PostSecret presentation promotes mental health and addiction services in North Bay

Secrets arrive daily at the home of Frank Warren- written on coffee cups, flip-flops, death certificates, even a potato skin.  

Part social worker, part motivational speaker, Warren has been collecting secrets for fifteen years. 

"I've been called the most trusted stranger in America," he told a Santa Rosa audience Thursday night.  

Warren's PostSecret presentation was brought to Sonoma County by Buckelew Programs,  which provides mental health and addiction services in the North Bay. 

"When you share stories and don't bottle them up, communities come together for support and healing, rather than build walls and separate," Warren told KTVU. 
"What I've learned about secrets is they're the currency of intimacy."

In 2004, Warren was volunteering as an counselor on a suicide prevention hotline when the idea came to him.  

He began asking people to anonymously mail him messages on homemade postcards, and more than one million secrets later, they are collected and shared in six books, museum exhibits, and the web.  

"We all have a secret that could break your heart, and if we could just remember that about other people, I think we could have more compassion and empathy," said Warren.  

His appearance in Santa Rosa was especially timely, on the heels of yet another damaging wildfire, the second in two years. 

Fire survivors and first responders were especially encouraged to attend. 

"There was the anticipatory trauma, the anxiety of what's going to happen, what's going to happen?" said Chris Kughn, CEO of Buckelew Programs 
"You have people holding what happened two years ago in their consciousness, combined with what might happen again." 

The venue, Sonoma Country Day School, was in the middle of the recent emergency, with its campus evacuated for the Kincade Fire. 

"There's a bit of PTSD for families around here, and I think having this event is very timely to help us all reflect on how we're doing," said Dr.
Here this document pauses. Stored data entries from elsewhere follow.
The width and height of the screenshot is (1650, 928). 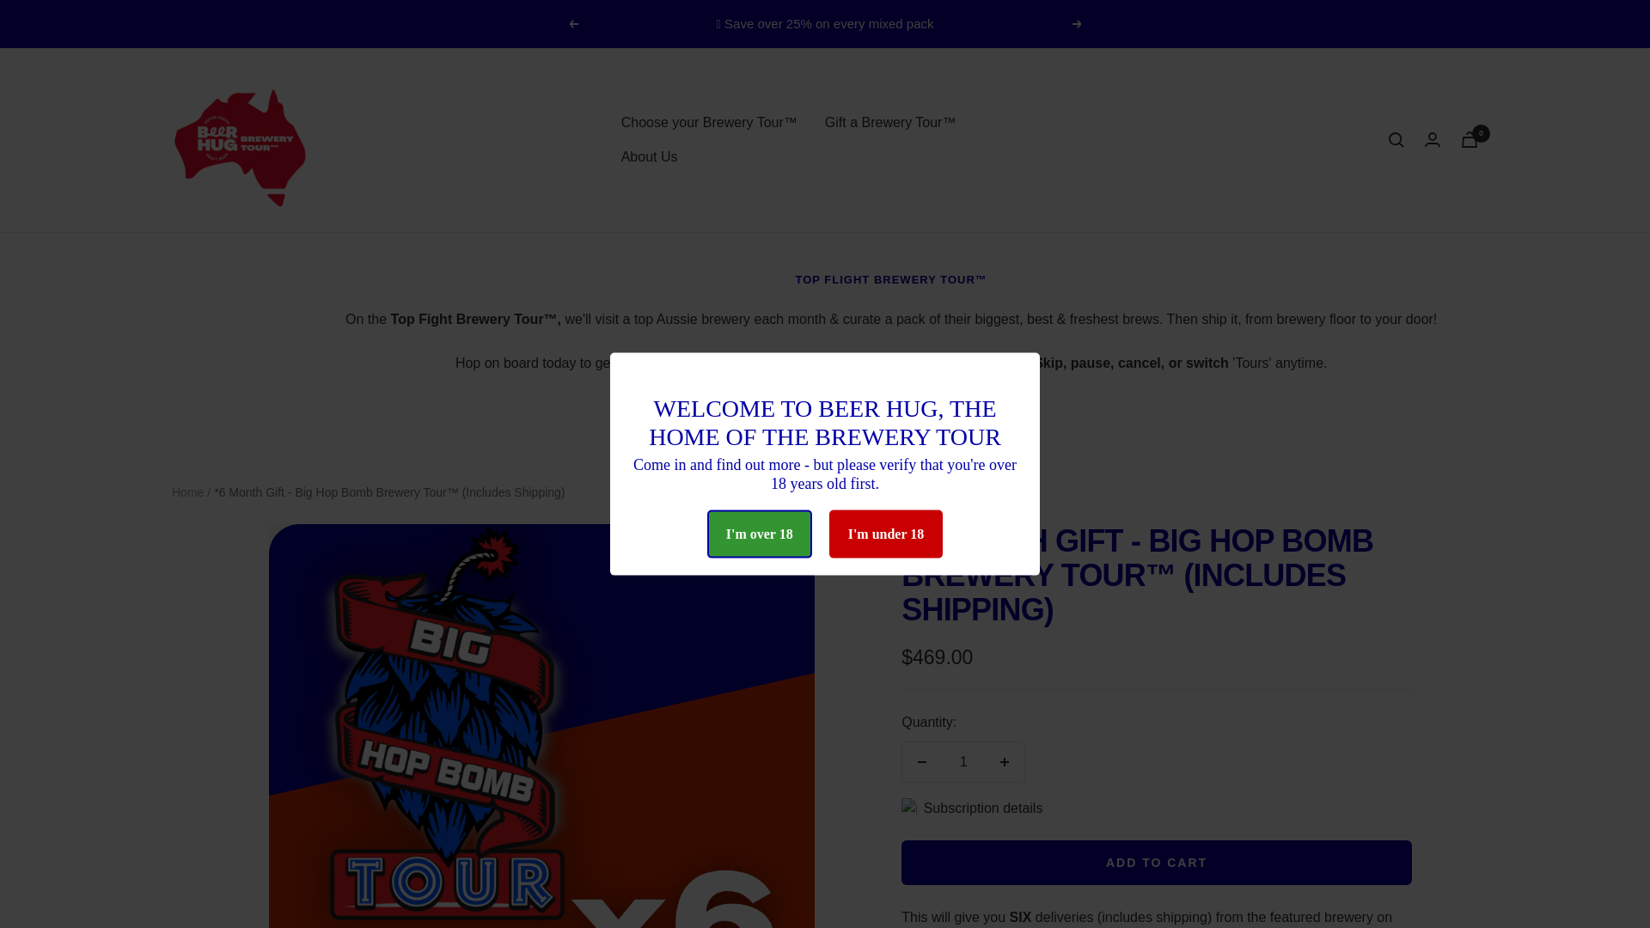 What do you see at coordinates (1470, 139) in the screenshot?
I see `0` at bounding box center [1470, 139].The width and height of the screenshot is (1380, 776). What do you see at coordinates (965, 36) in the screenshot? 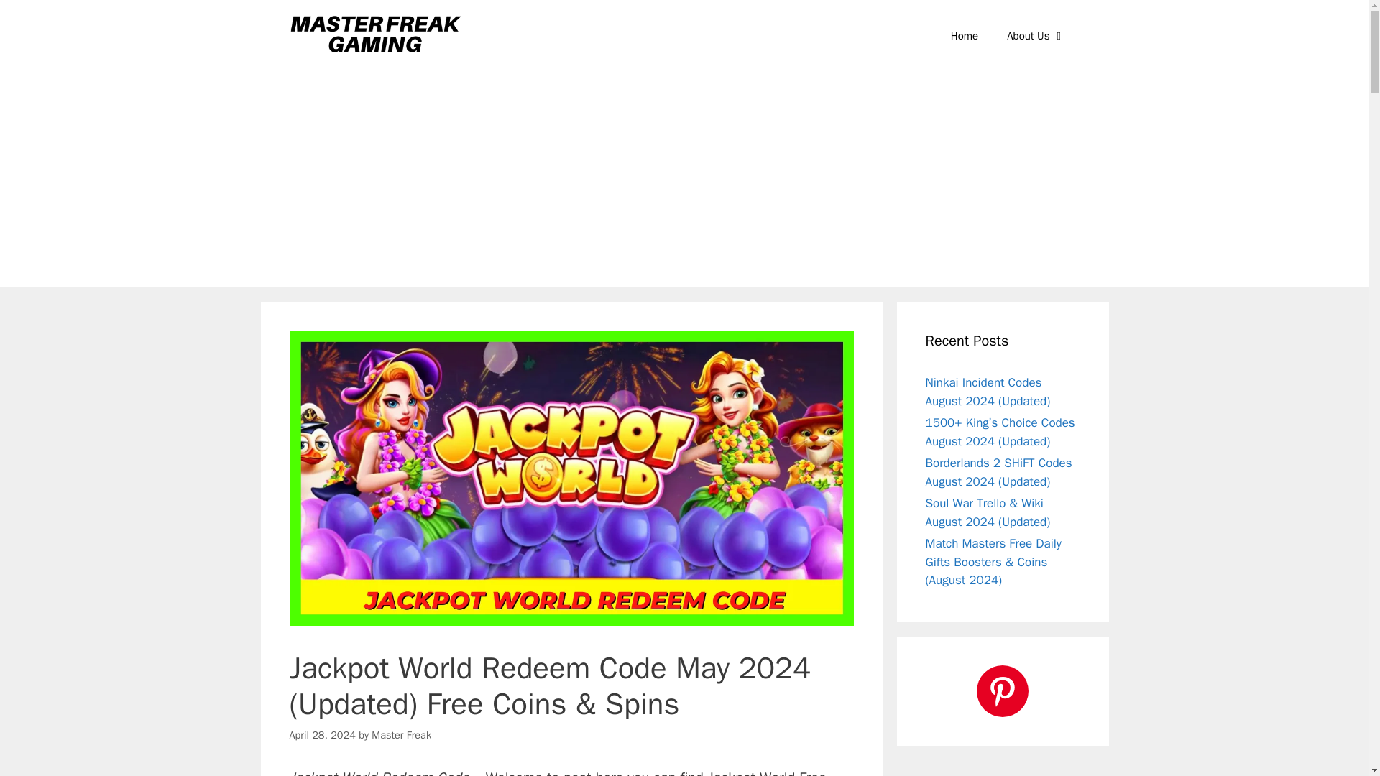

Kevin Hamann, who helped organize the PostSecret presentation. 

In the auditorium lobby, a rack held examples of dozens of postcards received over the years.
Some are painful. 

"I hide because I want to be found," reads one. 

Others, introspective. 

"I worked so hard to get into Harvard and I'm so miserable I wish I'd never come," states another. 

And some secrets are humorous. 

"I feel guilty when I take elevators for one floor so I limp when I get out," read Warren, eliciting laughter from the crowd. 

"Intimacy, that's what it's about, being close with strangers," said PostSecret fan Macey Sockolov, who drove from Sacramento to hear Warren, and checks his ad-free website every Sunday for new secrets. 

"My husband and I read them together, and point out the ones that are meaningful to us and share our own," said Sockolov.  

Mental health providers in the lobby drove home the  message: there is no shame in releasing emotions or seeking help.   

"Certain people think they have to be strong and tuck aside what they're feeling, and others are more vocal about it, but there is a lot of  shared trauma in this county," said therapist Britni Pimental, a PostSecret follower. 

Frank Warren receives a few dozen secrets daily.

"I keep every secret, I read every postcard, I think it's a precious archive," he said. 

He advised the audience, when people think they're keeping a secret, it's the secret that's "keeping" them. 

"My policy is always free your secrets and become who you are."